Find True Companionship
Therefore go and make disciples of all nations, baptizing them in the name of the Father and of the Son and of the Holy Spirit, and teaching them to obey everything I have commanded you. And surely I am with you always, to the very end of the age. Matthew 28:19-20
Alone! is the title of Admiral William Byrd’s autobiography. It’s the story of his life as this celebrated explorer tells about his experience in a little hut in the Antarctic near the South Pole. Byrd tells how the isolation of seeing no other human being day after day began working on his mind and emotions as he spent the long winter alone, separated from friends and loved ones, even separated from friendly animals which might have offered some companionship or comfort. “Alone!” None would deny it, but a person does not have to spend a long arctic night in a little hut near the pole to know what it is to experience feelings of isolation and loneliness.
I am thinking of the young mother of four who wrote telling how they had moved from one city to another when her husband was promised a new job. She was eight months pregnant in a city without friends or relatives, when her husband disappeared, leaving a note behind that he no longer loved her and that she must make out the best she could. Could any person ever feel more alone and dejected than did this woman?
Many women today know what it is to feel alone and to be alone. As well as infidelity, death leaves a lot of women shrouded in loneliness. Three out of four women outlive their husbands by an average of more than seven years. Although the average age of widows the world over is 56, one of every six women over age 21 is widowed. The very word “widow” comes from the Sanskrit which means “empty.” Loneliness is emptiness.
Logic would decree that single individuals would wrestle with loneliness, but what about those who are part of a group? Are they immune? Today there is another group battling the isolation and depression of loneliness, a group which seemingly should not be there, nonetheless, is. It is the vast number of young men and women between the ages of 15 and 24 who feel separated and estranged from their families and society in general.
Years ago, Gertrude Stein called them “a generation without a cause!” Today, they have become a vast army of students and potential suicides, who rub shoulders with many, many individuals, yet have empty lives without relationships that cement them to reality. Recognizing the malady is one thing; knowing how to remedy the situation is quite another matter.
My qualified optimism does not stem from an unbridled faith in wishful thinking, but from the certainty that to be alone does not necessarily mean you must be lonely. It is during periods of loneliness that our faith is challenged. It is also when we can discover the guiding hand of God and learn that Christ’s presence is a reality, not simply a facet of theology. Is God real? Can I experience the actual presence of Jesus Christ in such a way that I can have active fellowship with Him? Can I learn that Christ is not just an historical reality, but a friend who stays closer than a brother? If the answer is positive, then being alone does not have to be synonymous with loneliness.
Friend, because God’s words are true when He said, “I will never leave thee nor forsake thee” (Hebrews 13:5, KJV), I can be assured of His companionship in a spiritual yet very real sense. Matthew records the words of Jesus spoken immediately before He returned to heaven as He said, “Lo, I am with you always, even unto the end of the world” (Matthew 28:20, KJV). His promise brings the confidence that God cares and that He will never allow you to be estranged from His presence. Discovering this great truth will mean you need never be totally alone again—never!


# TASK OBJECTIVE:
Without the pictures, give the records again exactly as they appear.
+++++
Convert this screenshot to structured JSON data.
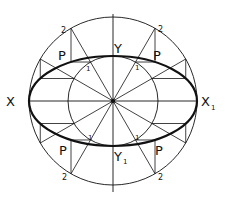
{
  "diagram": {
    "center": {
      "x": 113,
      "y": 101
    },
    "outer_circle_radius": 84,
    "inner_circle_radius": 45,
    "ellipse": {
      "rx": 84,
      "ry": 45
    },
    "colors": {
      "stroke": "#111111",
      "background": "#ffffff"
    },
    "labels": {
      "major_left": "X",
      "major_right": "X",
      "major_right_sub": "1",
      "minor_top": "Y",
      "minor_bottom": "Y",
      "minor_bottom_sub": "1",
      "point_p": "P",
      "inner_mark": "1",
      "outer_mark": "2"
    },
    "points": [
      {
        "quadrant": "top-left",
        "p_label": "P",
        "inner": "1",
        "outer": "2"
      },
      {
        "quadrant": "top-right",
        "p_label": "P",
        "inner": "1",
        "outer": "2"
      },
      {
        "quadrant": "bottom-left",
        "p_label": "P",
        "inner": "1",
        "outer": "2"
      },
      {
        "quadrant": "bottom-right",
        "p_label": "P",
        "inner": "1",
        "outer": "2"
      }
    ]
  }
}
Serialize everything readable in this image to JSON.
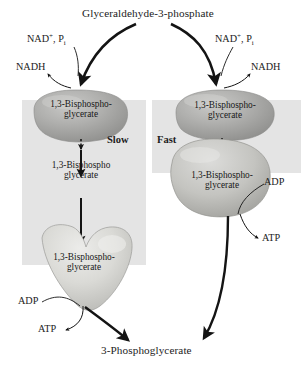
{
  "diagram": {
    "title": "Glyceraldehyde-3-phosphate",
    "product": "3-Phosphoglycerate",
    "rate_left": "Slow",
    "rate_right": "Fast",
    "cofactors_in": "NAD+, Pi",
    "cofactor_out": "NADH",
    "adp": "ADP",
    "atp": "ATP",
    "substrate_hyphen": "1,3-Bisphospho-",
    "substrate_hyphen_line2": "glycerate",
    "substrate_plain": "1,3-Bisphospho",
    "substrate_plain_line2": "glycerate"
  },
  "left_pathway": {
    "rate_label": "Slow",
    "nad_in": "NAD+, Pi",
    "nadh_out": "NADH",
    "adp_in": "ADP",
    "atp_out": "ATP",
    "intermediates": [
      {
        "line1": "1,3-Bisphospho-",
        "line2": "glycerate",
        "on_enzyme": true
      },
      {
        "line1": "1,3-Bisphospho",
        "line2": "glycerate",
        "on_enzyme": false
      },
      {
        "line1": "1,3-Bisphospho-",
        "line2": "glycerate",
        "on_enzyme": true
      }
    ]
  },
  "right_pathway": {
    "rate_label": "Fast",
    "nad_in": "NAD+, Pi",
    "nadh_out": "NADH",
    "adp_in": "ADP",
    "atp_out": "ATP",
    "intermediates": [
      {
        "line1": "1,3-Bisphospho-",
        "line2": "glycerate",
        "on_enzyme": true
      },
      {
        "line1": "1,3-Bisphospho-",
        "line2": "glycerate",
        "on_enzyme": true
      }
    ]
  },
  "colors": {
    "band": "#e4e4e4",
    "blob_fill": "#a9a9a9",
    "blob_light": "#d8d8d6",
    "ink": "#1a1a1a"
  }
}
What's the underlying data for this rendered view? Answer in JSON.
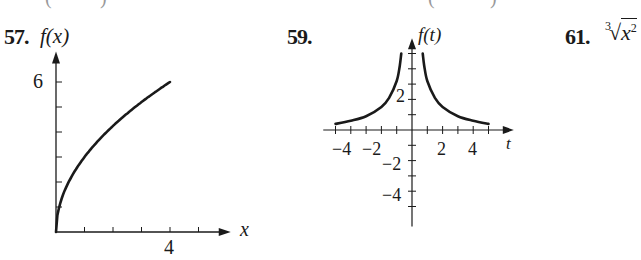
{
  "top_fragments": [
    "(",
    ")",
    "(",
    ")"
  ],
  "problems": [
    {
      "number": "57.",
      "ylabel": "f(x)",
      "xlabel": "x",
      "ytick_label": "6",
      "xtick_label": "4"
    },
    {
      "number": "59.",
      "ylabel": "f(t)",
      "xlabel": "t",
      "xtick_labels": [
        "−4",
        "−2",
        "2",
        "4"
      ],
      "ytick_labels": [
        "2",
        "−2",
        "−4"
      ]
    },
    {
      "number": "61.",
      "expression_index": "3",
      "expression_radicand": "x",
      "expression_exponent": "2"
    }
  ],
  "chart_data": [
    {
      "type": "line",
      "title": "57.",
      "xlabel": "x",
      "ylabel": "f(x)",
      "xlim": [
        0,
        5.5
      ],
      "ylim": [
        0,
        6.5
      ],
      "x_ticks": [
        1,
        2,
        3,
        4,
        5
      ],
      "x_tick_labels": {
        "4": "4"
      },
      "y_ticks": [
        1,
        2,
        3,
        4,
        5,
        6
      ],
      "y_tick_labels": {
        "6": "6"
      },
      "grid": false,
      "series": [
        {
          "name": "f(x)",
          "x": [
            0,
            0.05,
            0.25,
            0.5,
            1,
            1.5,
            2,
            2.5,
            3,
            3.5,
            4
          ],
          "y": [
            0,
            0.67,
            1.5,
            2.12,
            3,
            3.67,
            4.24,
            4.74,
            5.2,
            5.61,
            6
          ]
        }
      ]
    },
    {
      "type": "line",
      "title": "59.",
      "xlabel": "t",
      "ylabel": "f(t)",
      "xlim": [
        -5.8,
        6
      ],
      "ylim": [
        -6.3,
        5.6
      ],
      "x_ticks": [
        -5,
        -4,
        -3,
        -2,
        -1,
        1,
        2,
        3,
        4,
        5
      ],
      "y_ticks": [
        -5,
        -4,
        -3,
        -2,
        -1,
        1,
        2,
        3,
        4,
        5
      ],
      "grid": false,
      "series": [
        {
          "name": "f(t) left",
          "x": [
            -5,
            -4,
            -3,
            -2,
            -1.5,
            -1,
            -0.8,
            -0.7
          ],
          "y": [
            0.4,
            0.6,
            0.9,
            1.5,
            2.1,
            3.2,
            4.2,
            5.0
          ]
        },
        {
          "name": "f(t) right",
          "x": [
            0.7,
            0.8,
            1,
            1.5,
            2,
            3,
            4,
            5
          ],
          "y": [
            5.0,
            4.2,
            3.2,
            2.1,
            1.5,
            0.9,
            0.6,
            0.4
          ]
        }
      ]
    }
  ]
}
+++++
# RESPONSE AREA:
Convert this screenshot to structured JSON data.
{
  "diagram": {
    "center": {
      "x": 113,
      "y": 101
    },
    "outer_circle_radius": 84,
    "inner_circle_radius": 45,
    "ellipse": {
      "rx": 84,
      "ry": 45
    },
    "colors": {
      "stroke": "#111111",
      "background": "#ffffff"
    },
    "labels": {
      "major_left": "X",
      "major_right": "X",
      "major_right_sub": "1",
      "minor_top": "Y",
      "minor_bottom": "Y",
      "minor_bottom_sub": "1",
      "point_p": "P",
      "inner_mark": "1",
      "outer_mark": "2"
    },
    "points": [
      {
        "quadrant": "top-left",
        "p_label": "P",
        "inner": "1",
        "outer": "2"
      },
      {
        "quadrant": "top-right",
        "p_label": "P",
        "inner": "1",
        "outer": "2"
      },
      {
        "quadrant": "bottom-left",
        "p_label": "P",
        "inner": "1",
        "outer": "2"
      },
      {
        "quadrant": "bottom-right",
        "p_label": "P",
        "inner": "1",
        "outer": "2"
      }
    ]
  }
}
Serialize everything readable in this image to JSON.
{
  "diagram": {
    "title": "Glyceraldehyde-3-phosphate",
    "product": "3-Phosphoglycerate",
    "rate_left": "Slow",
    "rate_right": "Fast",
    "cofactors_in": "NAD+, Pi",
    "cofactor_out": "NADH",
    "adp": "ADP",
    "atp": "ATP",
    "substrate_hyphen": "1,3-Bisphospho-",
    "substrate_hyphen_line2": "glycerate",
    "substrate_plain": "1,3-Bisphospho",
    "substrate_plain_line2": "glycerate"
  },
  "left_pathway": {
    "rate_label": "Slow",
    "nad_in": "NAD+, Pi",
    "nadh_out": "NADH",
    "adp_in": "ADP",
    "atp_out": "ATP",
    "intermediates": [
      {
        "line1": "1,3-Bisphospho-",
        "line2": "glycerate",
        "on_enzyme": true
      },
      {
        "line1": "1,3-Bisphospho",
        "line2": "glycerate",
        "on_enzyme": false
      },
      {
        "line1": "1,3-Bisphospho-",
        "line2": "glycerate",
        "on_enzyme": true
      }
    ]
  },
  "right_pathway": {
    "rate_label": "Fast",
    "nad_in": "NAD+, Pi",
    "nadh_out": "NADH",
    "adp_in": "ADP",
    "atp_out": "ATP",
    "intermediates": [
      {
        "line1": "1,3-Bisphospho-",
        "line2": "glycerate",
        "on_enzyme": true
      },
      {
        "line1": "1,3-Bisphospho-",
        "line2": "glycerate",
        "on_enzyme": true
      }
    ]
  },
  "colors": {
    "band": "#e4e4e4",
    "blob_fill": "#a9a9a9",
    "blob_light": "#d8d8d6",
    "ink": "#1a1a1a"
  }
}
What's the underlying data for this rendered view? Answer in JSON.
{
  "top_fragments": [
    "(",
    ")",
    "(",
    ")"
  ],
  "problems": [
    {
      "number": "57.",
      "ylabel": "f(x)",
      "xlabel": "x",
      "ytick_label": "6",
      "xtick_label": "4"
    },
    {
      "number": "59.",
      "ylabel": "f(t)",
      "xlabel": "t",
      "xtick_labels": [
        "−4",
        "−2",
        "2",
        "4"
      ],
      "ytick_labels": [
        "2",
        "−2",
        "−4"
      ]
    },
    {
      "number": "61.",
      "expression_index": "3",
      "expression_radicand": "x",
      "expression_exponent": "2"
    }
  ],
  "chart_data": [
    {
      "type": "line",
      "title": "57.",
      "xlabel": "x",
      "ylabel": "f(x)",
      "xlim": [
        0,
        5.5
      ],
      "ylim": [
        0,
        6.5
      ],
      "x_ticks": [
        1,
        2,
        3,
        4,
        5
      ],
      "x_tick_labels": {
        "4": "4"
      },
      "y_ticks": [
        1,
        2,
        3,
        4,
        5,
        6
      ],
      "y_tick_labels": {
        "6": "6"
      },
      "grid": false,
      "series": [
        {
          "name": "f(x)",
          "x": [
            0,
            0.05,
            0.25,
            0.5,
            1,
            1.5,
            2,
            2.5,
            3,
            3.5,
            4
          ],
          "y": [
            0,
            0.67,
            1.5,
            2.12,
            3,
            3.67,
            4.24,
            4.74,
            5.2,
            5.61,
            6
          ]
        }
      ]
    },
    {
      "type": "line",
      "title": "59.",
      "xlabel": "t",
      "ylabel": "f(t)",
      "xlim": [
        -5.8,
        6
      ],
      "ylim": [
        -6.3,
        5.6
      ],
      "x_ticks": [
        -5,
        -4,
        -3,
        -2,
        -1,
        1,
        2,
        3,
        4,
        5
      ],
      "y_ticks": [
        -5,
        -4,
        -3,
        -2,
        -1,
        1,
        2,
        3,
        4,
        5
      ],
      "grid": false,
      "series": [
        {
          "name": "f(t) left",
          "x": [
            -5,
            -4,
            -3,
            -2,
            -1.5,
            -1,
            -0.8,
            -0.7
          ],
          "y": [
            0.4,
            0.6,
            0.9,
            1.5,
            2.1,
            3.2,
            4.2,
            5.0
          ]
        },
        {
          "name": "f(t) right",
          "x": [
            0.7,
            0.8,
            1,
            1.5,
            2,
            3,
            4,
            5
          ],
          "y": [
            5.0,
            4.2,
            3.2,
            2.1,
            1.5,
            0.9,
            0.6,
            0.4
          ]
        }
      ]
    }
  ]
}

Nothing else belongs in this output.